Oh, and post pictures. :)
Thanks for the response - I had a sneaking suspicion that the actnic bulbs could go! :) I'll switch them out for regular bulbs.

My amonia, nitrate and nitrite levels are all nearly zero. I do use Seachem liquid fertilizer daily, about two capfuls per day. The recommended dosage is 1 capful per 50 gallon or more if you have a heavily planted tank. I do not CO2 fertilize - I let the fish provide the CO2 (there are about 28 of them in the tank right now, for a total of around 40 inches of fish).

The reason I didn't want to reduce the amount of light is that all the books I've read said that for a heavily planted tank (which is what I'm working towards) the plants prefer 12-14 hours of light per day, which is the same as what they're receive in their natural environment. Is that not correct?
 
TimmerCA;2309623} The reason I didn't want to reduce the amount of light is that all the books I've read said that for a heavily planted tank (which is what I'm working towards) the plants prefer 12-14 hours of light per day said:
The more plants you have and the denser the setup you will need that amount of light. But if you have much less plants and there still a little spread out sparsely through the tank, its probably too much light thus feeding the algae. I know some ppl on here have alot of trouble adjusting their lights just right to balance the plant and algae growth.
 
Pictures of the Tank

The more plants you have and the denser the setup you will need that amount of light. But if you have much less plants and there still a little spread out sparsely through the tank, its probably too much light thus feeding the algae. I know some ppl on here have alot of trouble adjusting their lights just right to balance the plant and algae growth.
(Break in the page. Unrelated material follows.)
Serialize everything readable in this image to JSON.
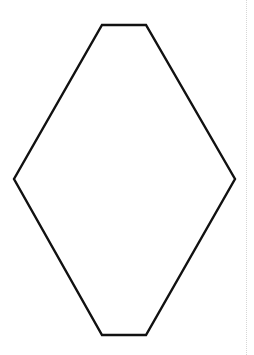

That's what I figured. I really want a fully planted tank in the end, but I haven't gotten enough plants yet. I'm attaching some pictures here so you can get the idea of what I'm working with.

2010-03-28-10-09-26.jpg 2010-03-28-10-09-34.jpg 2010-03-28-10-09-42.jpg
 
Goldfish

Are they goldfish in there, well all mine loved plants so i might be looking for hardy plnats they wont eat....

Yup. I know that the goldfish love the plants - they may be moving to a pond at some point soon.

My current inventory is (doing this from memory now):

1 Calico Fancy Goldfish
1 Black Moor Goldfish
1 Regular Pond Goldfish
1 Baby Koi (about 6 months old)
5 Neon Tetras
5 Black Tetras
4 Rainbow something-or-others (can't remember their names at the moment)
6 Platys
1 Something that looks like a Platy, but not quite (slightly larger, longer body)
8 Guppies (About 3 males, 4 females, and a handful of fry)
1 Chinese Algae Eater
4 Snails

As for plants:

2 Red Ludwegia
12 +/- Anacharis
4 Large Grasses (memory is failing me on the scientific name)
6-8 Small Grasses (same species as above)

I've asked my fish store to get me some Baby's Tears as I've heard they're great ground cover and also not many fish like to eat them, and they're good spawning material too. Any other recommendations for a tank like this?